Civil Asset Forfeiture with Don Boudreaux

Police

Don Boudreaux is a professor of economics at George Mason University. He blogs at Café Hayek. I invited him to discuss civil asset forfeiture on the podcast because of a conversation we had about it at a recent Mercatus Center colloquium.

Civil asset forfeiture is the practice of the state taking someone’s property on suspicion that the property has been used for wrongdoing, without having to charge the owner with a crime.

Civil asset forfeiture had its origins in British maritime law. The British had difficulties with pirates along the Barbary Coast. When the pirates were apprehended and their ships brought back to London, British courts had difficulty deciding what to do with these ships. The ships’ owners were outside the jurisdiction of British law, so the courts couldn’t try and convict them, but they couldn’t send the ships back to them either only to have them return to the seas with a fresh pirate crew! Parliament thus passed a law allowing the courts to charge the property itself with the crime if and only if the property’s owner was outside the jurisdiction of British law.

Civil asset forfeiture, in this very limited form, was part of American law from the beginning. In the late 19th century, when alcohol was prohibited in some states, law enforcers started using civil asset forfeiture to confiscate the property of those suspected of producing, trafficking, and selling alcohol. This allowed them to circumvent due process, as American law only guarantees due process rights (such as the right to a trial by jury, the right to an attorney, the presumption of innocence, etc.) to human beings, and an alcohol still is not a human.

The US Supreme Court ruled on civil asset forfeiture in the case of Bennis v. Michigan (which Don wrote about in a 1996 article coauthored with A. C. Pritchard). John Bennis was caught with a prostitute in the 1977 Pontiac he co-owned with his wife, Tina Bennis. As a result, the state confiscated the car. Tina Bennis, however, had no knowledge of her husband’s wrongdoing, and argued that she should at least be entitled to her half of the proceeds from the sale of the car. The case went all the way to the US Supreme Court, where then-Chief Justice Rehnquist wrote the majority opinion in favour of the State of Michigan. Rehnquist argued that civil asset forfeiture was constitutional since it had been a part of British law when the Constitution was adopted. Rehnquist neglected the fact that the civil asset forfeiture law at that time had only applied when the property owner was outside the legal jurisdiction of the court. John and Tina Bennis were both within the legal jurisdiction of Wayne County, Michigan where the car was seized.

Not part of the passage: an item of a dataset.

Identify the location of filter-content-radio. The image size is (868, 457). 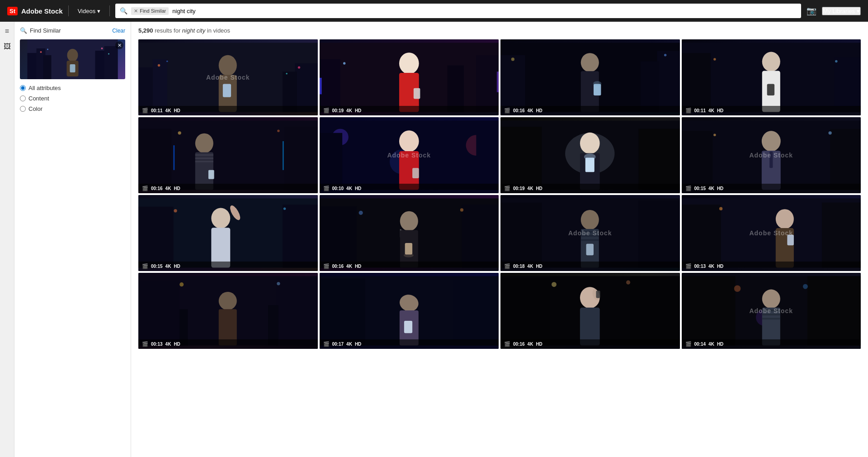
(23, 99).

Police usually seize the assets of those groups in American society that have little political clout. A young black man driving in an expensive car and carrying a lot of cash can be pulled over and have his car and cash seized on suspicion that he might be a drug dealer. White, middle-class Americans rarely face the blatant, unjust seizure of their assets.

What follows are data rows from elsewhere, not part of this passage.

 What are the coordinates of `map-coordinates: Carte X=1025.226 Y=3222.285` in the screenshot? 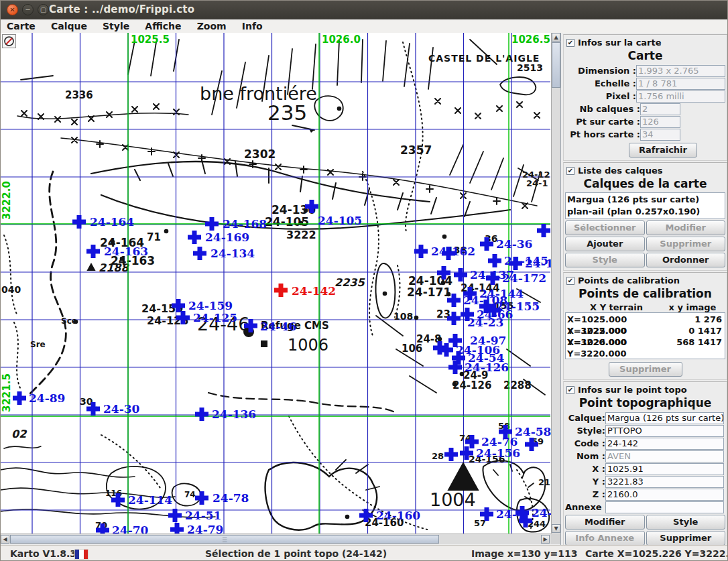 It's located at (657, 554).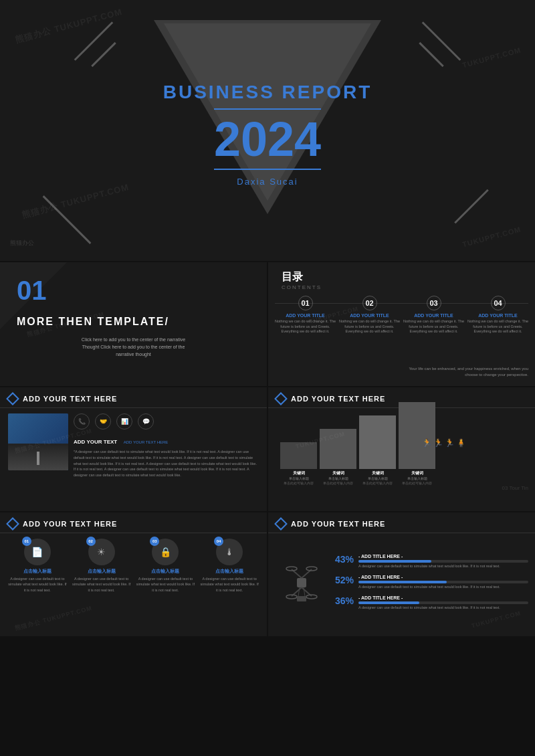 The width and height of the screenshot is (535, 756). What do you see at coordinates (377, 450) in the screenshot?
I see `stair-3: 关键词 单击输入标题单击此处可输入内容` at bounding box center [377, 450].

However, in a recent case, the City of Philadelphia seized the white, middle-class Sourovelis family’s home after their son sold $40 of heroin on the front lawn. The Sourovelis family is now suing the City of Brotherly Love in a class-action suit with others whose property the city has seized (see Sourovelis v. City of Philadelphia). This case has drawn more public attention to the injustice of civil asset forfeiture, though still less attention than the issue deserves.